By Virginia Furness, Kate Abnett and Simon Jessop
BAKU (Reuters) – Countries agreed a deal at the COP29 climate conference on Saturday on rules for a global market to buy and sell carbon credits that proponents say will mobilise billions of dollars into new projects to help fight global warming.
The agreement, clinched roughly a decade after international talks on forming the market began, hinged on how to ensure credibility in the system so it can reliably lead to reductions in greenhouse gas emissions driving climate change.
Carbon credits are created through projects such as planting trees or putting up wind farms in a poorer country that receive one credit for every metric ton in emissions that they reduce or suck out of the atmosphere. Countries and companies can buy those credits to help reach their climate goals.
After striking an agreement early in the two-week conference that will allow a centralised U.N. trading system to launch as soon as next year, negotiators spent much of the rest of their time in Azerbaijan trying to hammer out details of a separate bilateral system for countries to trade directly.
Details to be worked out included how a registry to track credits would be structured, as well as how much information countries should share about their deals and what should happen when projects go wrong.
Among the strongest voices was the European Union calling for stricter U.N. oversight and greater transparency over trades between nations, while the United States sought more autonomy over the deals struck.

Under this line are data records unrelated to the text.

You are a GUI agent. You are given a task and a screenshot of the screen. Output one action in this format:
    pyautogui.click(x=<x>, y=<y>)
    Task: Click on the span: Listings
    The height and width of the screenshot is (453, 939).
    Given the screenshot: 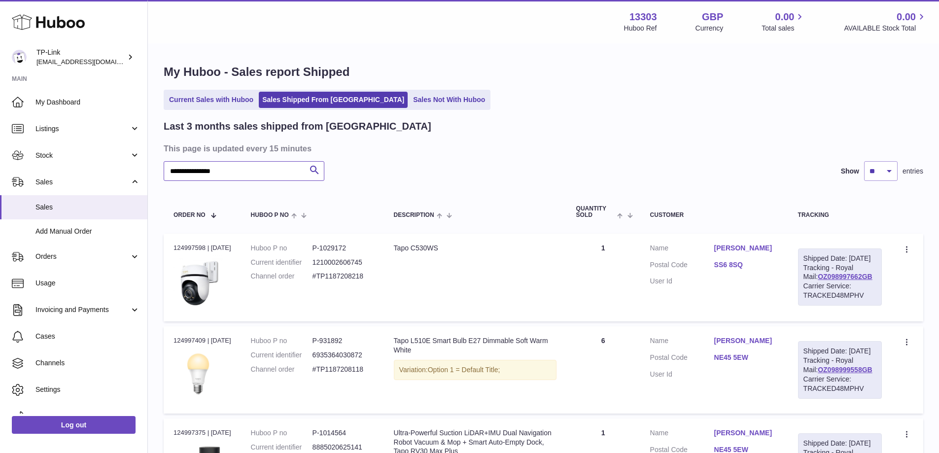 What is the action you would take?
    pyautogui.click(x=82, y=129)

The COP29 presidency had published a draft deal ahead of the agreement that proposed allowing for some countries to issue carbon credits through a separate registry system, without that amounting to a U.N. seal of approval.
The final text was a compromise after the EU secured registry services for countries that can’t afford to set up their own ledgers for issuing and tracking credits, while the U.S. ensured that a transaction merely being recorded on such a registry does not qualify as a U.N. endorsement of the credits.
By agreeing that the registry would not determine a credit’s quality or endorse issuers, the EU had “gone way out of its way to accommodate the U.S.”, said Pedro Barata, who tracked the talks for the non-profit Environmental Defense Fund.
“It’s still a viable international trading system… even if some people will say it has no teeth.”
While shoring up a global market for carbon credits was a key focus of talks in Baku, bilateral trading began in January when Switzerland bought credits from Thailand and dozens of other countries have already made agreements to transfer credits.
But those deals remain limited and striking the right balance on a clear set of rules to ensure integrity and transparency without limiting countries’ ability to participate should prompt a pick-up in deal flow.
IETA, a business group that supports an expansion of carbon credit trading, has said a U.N.-backed market could be worth $250 billion a year by 2030, and count towards offsetting an extra 5 billion metric tons of carbon emissions annually.